Anna flipped the switch up and down twice, started to do it a third time, and then a hand dropped on her right shoulder.

She screamed at that settling touch, the sound coming out of her throat as full and frantic as

any scream ever voiced by a horror-movie heroine, and as another hand clamped on her upper left arm and turned her around on her heels, as she saw the shape silhouetted against the flooding light from the kitchen, she screamed again.

The thing which had been standing behind the door and waiting for her wasn’t human.

Horns sprouted from the top of its head, horns which appeared to be swollen with strange, tumorous growths. It was —

‘Viva ze bool,’ a hollow voice said, and she realized it was a man, a man wearing a mask, but that didn’t make her feel any better because she had a very good idea of who the man was.

She tore out of his grip and backed toward the desk. She could still smell English Leather, but she could smell other things now, as well. Hot rubber. Sweat. And urine. Was it hers?

Had she wet herself? She didn’t know. She was numb from the waist down.

‘Don’t touch me,’ she said in a trembling voice utterly unlike her usual calm and authoritative tone. She reached behind her and felt for the button that summoned the police. It was there someplace, but buried under drifts of paper. ‘Don’t you dare touch me, I’m warning you.’

‘Anna-Anna-bo-Banna, banana-fanna-fo-Fanna,’ the creature in the horned mask said in a tone of deep meditation, and then swept the door shut behind it. Now they were in total darkness.
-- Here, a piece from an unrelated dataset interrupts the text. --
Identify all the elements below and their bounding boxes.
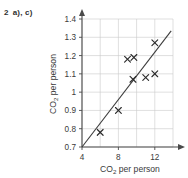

‘Stay away,’ she said, moving along the desk, sliding along the desk. If she could get into the bathroom, lock the door —

‘Fee-fi-mo-Manna . . .’

From her left. And close. She lunged to the right, but not soon enough. Strong arms enfolded her. She tried to scream again, but the arms tightened, and her breath came out in a silent rush.
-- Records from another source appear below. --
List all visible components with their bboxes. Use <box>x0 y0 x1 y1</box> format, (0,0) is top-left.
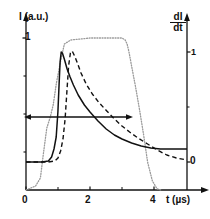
y2-tick-label-1: 1 <box>191 47 196 57</box>
series-dI-dt-dashed <box>26 51 187 162</box>
y-axis-label: I (a.u.) <box>19 11 48 22</box>
x-tick-label-0: 0 <box>22 194 28 205</box>
series-current-pulse-flat-top <box>26 38 161 190</box>
fall-time-arrow <box>78 114 133 119</box>
series-dI-dt-solid <box>26 52 187 162</box>
x-tick-label-4: 4 <box>150 194 156 205</box>
y-tick-label-1: 1 <box>25 31 31 42</box>
derivative-denominator: dt <box>170 23 186 33</box>
x-axis <box>26 187 209 193</box>
secondary-y-axis-label: dI dt <box>170 12 186 33</box>
figure-container: I (a.u.) 1 0 2 4 t (µs) dI dt 1 0 <box>0 0 210 219</box>
x-tick-label-2: 2 <box>85 194 91 205</box>
x-axis-label: t (µs) <box>166 194 190 205</box>
derivative-numerator: dI <box>170 12 186 22</box>
y2-tick-label-0: 0 <box>190 155 196 166</box>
If I were Misery Chastain, I’d — she thought, and then Norman’s teeth were on her throat, he was nuzzling her like a horny kid parked on Lovers’ Lane, and then his teeth were in her throat, and something was spraying warm all down the front of her, and she thought no more.

7

By the time the final questions were asked and the final statement was signed, it was long past dark. Rosie’s head spun, and she felt a little unreal to herself, as she had after those occasional all-day tests they threw at you in high school.
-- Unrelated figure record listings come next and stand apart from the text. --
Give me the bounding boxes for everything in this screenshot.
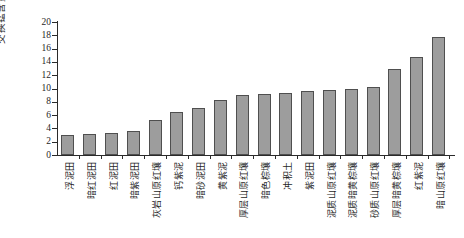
x-category-label: 红紫泥 [411, 161, 424, 190]
x-tick-mark [406, 156, 407, 159]
y-tick-label: 18 [23, 30, 51, 41]
y-axis-title: 交换锰含量/(mg/kg) [0, 0, 7, 44]
bar [170, 112, 183, 155]
x-tick-mark [231, 156, 232, 159]
x-tick-mark [275, 156, 276, 159]
x-category-label: 红泥田 [106, 161, 119, 190]
bar [345, 89, 358, 155]
y-tick-mark [52, 115, 57, 116]
y-tick-label: 20 [23, 17, 51, 28]
x-tick-mark [297, 156, 298, 159]
bar [105, 133, 118, 155]
y-tick-mark [52, 89, 57, 90]
x-category-label: 暗色棕壤 [259, 161, 272, 199]
y-tick-mark [52, 49, 57, 50]
bar [367, 87, 380, 155]
y-tick-mark [52, 128, 57, 129]
bar [388, 69, 401, 155]
x-category-label: 泥质山原红壤 [324, 161, 337, 218]
y-tick-label: 14 [23, 56, 51, 67]
x-tick-mark [144, 156, 145, 159]
x-category-label: 泥质暗黄棕壤 [346, 161, 359, 218]
bar [432, 37, 445, 155]
bar [236, 95, 249, 155]
x-category-label: 灰岩山原红壤 [150, 161, 163, 218]
x-tick-mark [166, 156, 167, 159]
y-tick-mark [52, 142, 57, 143]
y-tick-mark [52, 22, 57, 23]
x-tick-mark [210, 156, 211, 159]
y-tick-label: 16 [23, 43, 51, 54]
x-tick-mark [384, 156, 385, 159]
y-tick-mark [52, 35, 57, 36]
x-tick-mark [449, 156, 450, 159]
bar [258, 94, 271, 155]
bar [323, 90, 336, 155]
x-tick-mark [319, 156, 320, 159]
bar [83, 134, 96, 155]
x-category-label: 厚层山原红壤 [237, 161, 250, 218]
x-category-label: 浮泥田 [62, 161, 75, 190]
x-category-label: 钙紫泥 [171, 161, 184, 190]
x-category-label: 冲积土 [280, 161, 293, 190]
bar [61, 135, 74, 155]
x-tick-mark [340, 156, 341, 159]
x-category-label: 暗紫泥田 [128, 161, 141, 199]
x-tick-mark [188, 156, 189, 159]
x-category-label: 暗山原红壤 [433, 161, 446, 209]
x-category-label: 砂质山原红壤 [368, 161, 381, 218]
bar [410, 57, 423, 155]
x-axis-line [57, 155, 455, 156]
y-tick-mark [52, 75, 57, 76]
x-tick-mark [122, 156, 123, 159]
bar [279, 93, 292, 155]
x-tick-mark [362, 156, 363, 159]
x-category-label: 黄紫泥 [215, 161, 228, 190]
y-tick-label: 4 [23, 123, 51, 134]
y-axis-line [57, 21, 58, 155]
bar [127, 131, 140, 155]
x-category-label: 暗红泥田 [84, 161, 97, 199]
x-tick-mark [101, 156, 102, 159]
y-tick-label: 10 [23, 83, 51, 94]
exchangeable-mn-bar-chart: 交换锰含量/(mg/kg) 02468101214161820浮泥田暗红泥田红泥… [0, 0, 464, 238]
bar [214, 100, 227, 155]
x-category-label: 厚层暗黄棕壤 [389, 161, 402, 218]
y-tick-label: 12 [23, 70, 51, 81]
y-tick-mark [52, 102, 57, 103]
y-tick-label: 0 [23, 150, 51, 161]
x-tick-mark [79, 156, 80, 159]
x-tick-mark [253, 156, 254, 159]
x-category-label: 紫泥田 [302, 161, 315, 190]
y-tick-label: 2 [23, 136, 51, 147]
bar [192, 108, 205, 155]
x-category-label: 暗砂泥田 [193, 161, 206, 199]
y-tick-label: 8 [23, 96, 51, 107]
y-tick-mark [52, 155, 57, 156]
y-tick-label: 6 [23, 110, 51, 121]
y-tick-mark [52, 62, 57, 63]
x-tick-mark [428, 156, 429, 159]
bar [301, 91, 314, 155]
bar [149, 120, 162, 155]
Gustafson went off to file his paperwork, bearing it before him as if it were the Holy Grail, and Rosie got to her feet. She began moving toward Bill, who was also getting up. Gert had gone in search of the ladies’ room.

‘Ms McClendon?’ Hale asked from her elbow.

Rosie’s weariness was supplanted by a sudden, horrid premonition. It was just the two of them; Bill was too far away to overhear anything Hale might say to her, and when he began to speak, he would do so in a low, confidential voice. He would tell her that she would stop all this foolishness about her husband right now, while there was still time, if she knew what was good for her. That she would keep her mouth shut around cops from here on out, unless one of them either (a) asked her a question, or (b) unzipped his fly. He would remind her that this was a family thing, that —

‘I am going to bust him,’ Hale said mildly. ‘I don’t know if I can completely convince you of that no matter what I say, but I need you to hear me say it, anyway. I am going to bust him.

It’s a promise.’

She looked at him with her mouth open.

‘I’m going to do it because he’s a murderer, and crazy, and dangerous. I’m also going to do

it because I don’t like the way you look around the squadroom and jump every time a door slams somewhere. Or the way you cringe a little every time I move one of my hands.’

‘I don’t . . .’

‘You do. You can’t help it and you do. That’s all right, though, because I understand why you do. If I was a woman and I’d been through what you’ve been through . . .’ He trailed off, looking at her quizzically. ‘Has it ever occurred to you how magic-goddam-lucky you are just to be alive?’